Northern Foods shares were delisted from the London Stock Exchange from 13 May 2011

Responsible food packaging

Northern Foods was one of the first food manufacturers to join the leading grocery retailers in a commitment to reduce the nation’s production of waste of food and food packaging.  Phase 1 of the so-called Courtauld Commitment, an initiative of the government’s Waste Resource Action Programme (WRAP), ran for five years until March 2010, and is expected to report soon that it has succeeded in one of its primary aims of halting the growth in grocery packaging.

Northern Foods has been pleased to achieve this standard. And as well as setting our own targets for food packaging reduction, we also work with our retail customers to help them achieve their targets.  For example, we have developed reduced-weight foam trays for ready-meals, and our sandwich packaging is now fully recyclable, being made from recyclable cardboard with a biodegradable window. As part of our work with M&S, we have removed the cardboard support from rolls packaging, saving 52 tonnes of cardboard a year, which was part of a companywide saving in one year of 5,146 tonnes of cardboard.

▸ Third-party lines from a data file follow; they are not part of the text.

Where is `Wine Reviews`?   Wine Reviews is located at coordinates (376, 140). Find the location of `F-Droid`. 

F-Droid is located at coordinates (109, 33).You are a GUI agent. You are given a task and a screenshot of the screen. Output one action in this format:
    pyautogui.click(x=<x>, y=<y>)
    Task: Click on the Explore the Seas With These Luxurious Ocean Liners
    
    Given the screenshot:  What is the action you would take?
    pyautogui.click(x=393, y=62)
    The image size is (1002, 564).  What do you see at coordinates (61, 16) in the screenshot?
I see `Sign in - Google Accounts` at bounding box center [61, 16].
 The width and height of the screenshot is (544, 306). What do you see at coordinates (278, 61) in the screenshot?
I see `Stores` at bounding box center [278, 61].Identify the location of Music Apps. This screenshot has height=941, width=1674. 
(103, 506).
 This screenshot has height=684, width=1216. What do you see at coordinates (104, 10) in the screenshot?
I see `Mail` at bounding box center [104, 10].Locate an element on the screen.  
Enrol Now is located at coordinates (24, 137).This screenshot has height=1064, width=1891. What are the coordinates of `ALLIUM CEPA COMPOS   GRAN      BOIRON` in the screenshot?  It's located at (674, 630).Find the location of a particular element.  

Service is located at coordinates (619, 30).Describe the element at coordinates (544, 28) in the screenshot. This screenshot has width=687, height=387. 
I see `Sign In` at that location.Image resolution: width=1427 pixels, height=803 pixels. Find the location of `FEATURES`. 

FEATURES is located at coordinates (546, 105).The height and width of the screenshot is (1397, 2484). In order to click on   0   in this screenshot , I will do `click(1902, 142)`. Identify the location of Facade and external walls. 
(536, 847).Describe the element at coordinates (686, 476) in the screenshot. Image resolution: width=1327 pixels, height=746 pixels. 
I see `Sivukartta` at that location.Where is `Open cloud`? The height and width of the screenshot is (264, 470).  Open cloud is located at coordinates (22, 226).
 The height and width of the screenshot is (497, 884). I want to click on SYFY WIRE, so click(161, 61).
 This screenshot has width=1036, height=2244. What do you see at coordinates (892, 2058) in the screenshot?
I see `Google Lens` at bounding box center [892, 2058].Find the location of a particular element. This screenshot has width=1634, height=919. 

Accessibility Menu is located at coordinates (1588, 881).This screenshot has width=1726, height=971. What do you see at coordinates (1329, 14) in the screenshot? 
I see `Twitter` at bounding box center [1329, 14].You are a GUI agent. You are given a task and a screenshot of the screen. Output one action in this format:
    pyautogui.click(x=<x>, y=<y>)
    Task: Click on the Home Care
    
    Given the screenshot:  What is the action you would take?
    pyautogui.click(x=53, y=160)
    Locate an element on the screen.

We constantly review procedures and challenge suppliers and retailers to help deliver these packaging reduction commitments. 

Northern Foods has now signed up to Phase 2 of the Courtauld Commitment, and is the first major manufacturer of retailer-own-label products to do so.  Phase 2 has a new set of targets, to be achieved by 2012, based around the broad aim for more sustainable use of resources over the lifecycle of products as they pass through the grocery supply chain.  They are:

  • In grocery packaging: a 10 per cent reduction in carbon impact,  to be achieved by combinations of reduced weight, increased recycled content, and increased recycling
  • In UK households: a four per cent reduction in all food and drink waste
  • Throughout the traditional grocery supply chain: a five per cent reduction in product waste and packaging waste

 

Achievements to April 2010
Nil growth in packaging by weight maintained since 2008

Target to April 2011
Continued nil growth in packaging by weight

Longer-term targets
To work collectively with our co-signatories in Phase 2 of the Courtauld Commitment to deliver its targets by 2012.

 

Individual site initiatives
Goodfella's pizza boxes were made more robust, increasing packaging by four per cent, but allowing a much bigger reduction in the outer packaging needed for transporting the pizzas to the supermarkets. In addition to saving a net 4,000 tonnes of packaging, the new boxes can also be stacked higher on the pallet, reducing the number of lorry journeys, and saving an estimated one million transport miles.

 At Fox's biscuits, new packaging standards use only:

  • 100 per cent recyclable cartons approved by the Forestry Stewardship Council
  • Outer packaging containing a minimum of 50 per cent recycled content
  • Plastic inserts containing a minimum of 50 per cent recycled plastics

In the first 18 months during which these changes were introduced the savings were: 69 tonnes of plastics and 37 tonnes of cardboard.